Ashley Smith – Silverback

Smith LE Aotearoa NZ P&W April 2023

Download PDF Here 
Live Encounters Aotearoa New Zealand Poets & Writers April 2023

Silverback, poems by Ashley Smith


Silverback

We appear pallid prototypes
alongside this primate monarch.
The ultimate alpha, emanating power and potential menace.
The wildlife park’s commercial coup.

Publicity showed him towering triumphant.
Reality showed him slumped dejectedly in the doorway
to his architecturally contrived kingdom,
his magnificent head drooping to his knees.

Even if he’d been bred behind bars
his DNA wasn’t duped by ropes as vines,
poles and beams as misty Congo crags.
As if you could compel the manager of a vast alpine sheep run
to oversee a kids’ petting zoo
and think he wouldn’t notice the difference.

My grandsons and their father paid a recent visit.
The gorilla’s position was as we’d seen,
curled in the doorway to his playground paddock,
disconsolately checking his nails.

Occasionally, in the shadowed caverns
beneath his brooding brow
shrewd, sad eyes would swivel
to catch a subtle glimpse of the gawkers
wadded thick against the vast viewing window.

Glass thickened and toughened
against an (eagerly anticipated) Kong-like rampage
but insignificant against the assault my family saw.
In fact, instead of being the shield, the silverback shrewdly
made it his weapon!

To the thrill of the crowd the great ape finally unfurled
and on enormous knuckles pivoted up to them,
settled into a relaxed squat and shat into a huge cupped hand.

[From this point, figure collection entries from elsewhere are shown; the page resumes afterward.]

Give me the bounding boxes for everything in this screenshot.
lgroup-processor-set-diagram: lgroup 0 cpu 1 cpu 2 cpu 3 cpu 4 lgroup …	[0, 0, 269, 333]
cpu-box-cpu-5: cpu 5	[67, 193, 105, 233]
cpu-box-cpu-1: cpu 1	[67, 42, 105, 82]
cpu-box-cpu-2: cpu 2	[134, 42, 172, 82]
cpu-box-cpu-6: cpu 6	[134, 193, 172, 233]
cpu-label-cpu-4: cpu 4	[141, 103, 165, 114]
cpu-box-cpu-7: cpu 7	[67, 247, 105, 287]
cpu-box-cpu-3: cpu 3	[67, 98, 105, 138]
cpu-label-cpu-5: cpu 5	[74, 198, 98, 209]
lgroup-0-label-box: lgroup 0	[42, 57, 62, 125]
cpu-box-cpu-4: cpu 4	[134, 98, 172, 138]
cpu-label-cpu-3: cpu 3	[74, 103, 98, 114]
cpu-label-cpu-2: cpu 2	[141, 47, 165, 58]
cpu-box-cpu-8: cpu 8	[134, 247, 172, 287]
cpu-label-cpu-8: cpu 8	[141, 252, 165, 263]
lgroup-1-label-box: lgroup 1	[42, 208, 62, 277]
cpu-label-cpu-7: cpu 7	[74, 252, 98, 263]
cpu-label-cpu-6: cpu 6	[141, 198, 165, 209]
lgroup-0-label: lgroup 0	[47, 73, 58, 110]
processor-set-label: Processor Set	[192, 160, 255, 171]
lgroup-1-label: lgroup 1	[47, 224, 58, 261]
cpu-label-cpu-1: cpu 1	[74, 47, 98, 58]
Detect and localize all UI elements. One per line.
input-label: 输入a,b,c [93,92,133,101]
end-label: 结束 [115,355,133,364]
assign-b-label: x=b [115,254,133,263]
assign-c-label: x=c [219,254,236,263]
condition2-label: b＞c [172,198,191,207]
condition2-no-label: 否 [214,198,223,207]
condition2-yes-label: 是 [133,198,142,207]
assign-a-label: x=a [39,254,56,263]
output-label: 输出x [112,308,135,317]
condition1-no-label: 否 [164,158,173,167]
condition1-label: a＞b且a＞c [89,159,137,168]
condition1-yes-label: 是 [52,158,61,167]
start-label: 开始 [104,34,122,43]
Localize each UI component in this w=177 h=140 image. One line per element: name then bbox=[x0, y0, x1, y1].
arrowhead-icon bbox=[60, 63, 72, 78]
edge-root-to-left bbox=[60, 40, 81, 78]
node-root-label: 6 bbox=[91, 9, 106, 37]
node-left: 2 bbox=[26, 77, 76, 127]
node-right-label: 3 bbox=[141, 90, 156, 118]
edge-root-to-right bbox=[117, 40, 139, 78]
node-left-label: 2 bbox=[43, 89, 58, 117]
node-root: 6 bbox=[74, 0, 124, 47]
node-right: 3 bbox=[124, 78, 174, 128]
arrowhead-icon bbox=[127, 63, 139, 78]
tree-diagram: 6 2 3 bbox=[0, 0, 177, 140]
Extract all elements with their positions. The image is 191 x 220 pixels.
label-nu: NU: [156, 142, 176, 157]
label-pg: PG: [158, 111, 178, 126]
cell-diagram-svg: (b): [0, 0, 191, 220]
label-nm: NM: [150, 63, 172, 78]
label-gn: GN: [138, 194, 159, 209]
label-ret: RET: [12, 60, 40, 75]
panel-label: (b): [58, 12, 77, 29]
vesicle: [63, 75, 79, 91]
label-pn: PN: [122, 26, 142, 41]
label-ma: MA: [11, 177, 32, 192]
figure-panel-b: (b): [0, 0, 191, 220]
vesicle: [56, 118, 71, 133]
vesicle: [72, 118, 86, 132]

As one would a canapé at a diplomat’s dinner
he disposed of it.
My grandsons were delighted!

‘Do you know who felt sick and ran away?’ asked the three year old.
’No Idea’
‘Everyone except us!’


Sudden Squall

Let’s draw an elephant riding a monocycle on a tightrope
I say to Bodhi.

Let’s draw a road says he.

So we draw a bridge…with squiggly roads fore and aft.
Trucks and vans and buses and a lone cyclist upon it;
And underneath; a sea-monster, a shark and the amazed rabbit on a log
which Emmet Daly’s dad once saw riding the Hurunui’s floodwaters.

Then upstream, the terrible tempest that fathered the floodwaters.
Bodhi does rain over everything.

When I find a red felt pen the storm turns electrical.
Fierce forked lightening lunges at the bridge.

‘Quick, draw a fireman to put out the lightening!’
Bodhi cries above my roaring thunder.

Fortunately, fore of the bridge, we’ve already drawn a fire-station-
engine emerging…

Swiftly, before the storm can intensify, a fireman leans his longest ladder
against a sturdy thunderhead
And pours a pacifying torrent into the fiery flashes!


© Ashley Smith

Ashley Smith escaped into the wilds of coastal North Canterbury almost 40 years ago and still finds fascination in its rural myths, practices and crazy weather patterns. He reacts to these in paint, bronze and word.

Leave a Reply

Your email address will not be published. Required fields are marked *

This site uses Akismet to reduce spam. Learn how your comment data is processed.